The O2 Centre plans are horrendous and people are opposed to them
Thursday, 28th October 2021

The O2 Centre site on Finchley Road
• TWO years ago, Landsec, owners of the O2 Centre, since 2010, the developer proposed plans for 1,000 new homes on the large car park of the 1998 centre in Swiss Cottage with “replacement of the O2 Centre itself” phased.
The proposals have this year been further extended to 2,000 new homes by use of centre site space itself.
The backing from Camden Council geared towards an agreed quota (35 per cent has been discussed) of affordable housing units (AHUs); comparing with Essential Living’s (EL) 100 Avenue Road site a 184-property scheme in early 2019.
With 100 Avenue Road demolished EL later, during the pandemic, relinquished its promise to build 36 AHUs, down to only 18. The project to date is on hold, with failure of negotiations and the Swiss Cottage community left with a hole-in-the-ground building site!
Sadly it is very likely that Landsec may do the same as EL, reducing AHUs, with Camden again forced on its core AHU driver into another business negotiating failure. That’s not even taking into consideration the fundamental problem of inadequate consultation.

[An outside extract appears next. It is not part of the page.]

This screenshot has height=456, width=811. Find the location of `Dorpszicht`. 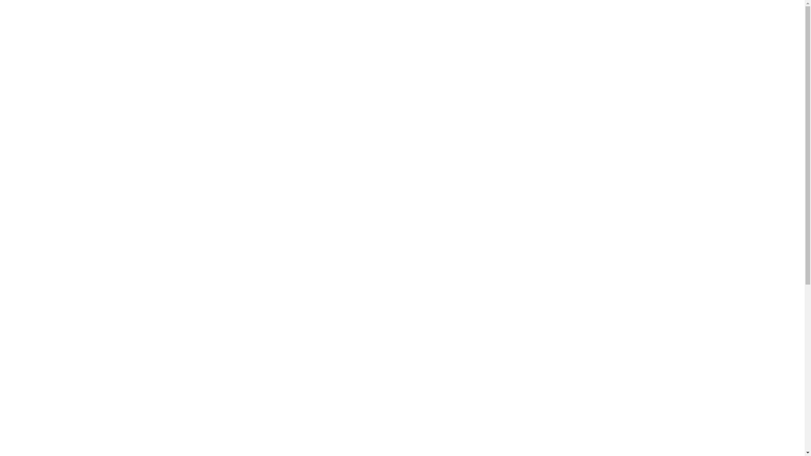

Dorpszicht is located at coordinates (52, 44).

The vast majority of local area residents simply do not wish this horrendous, sprawling, concrete jungle on there doorsteps together with the certain loss of major amenities.
The stand-out biggest fear is that work to demolish O2 just as 100 Avenue Road will happen and then project goes into meltdown with breakdown in negotiations with Camden on matters such as AHUs.
The redevelopment of the vast car park space could, if done correctly, be seen by many as a progressive betterment to our area; but current plans are simply horrendous.
In all cases consultation was made, but not listened to, by a “one-way-communication” council, as recently demonstrated on its own owned and managed buildings of the Chalcots, also in Swiss Cottage, where 87 per cent of residents simply do not support the proposed choice of new “tilt & turn” inwards-opening windows to be installed in planned £100million future work.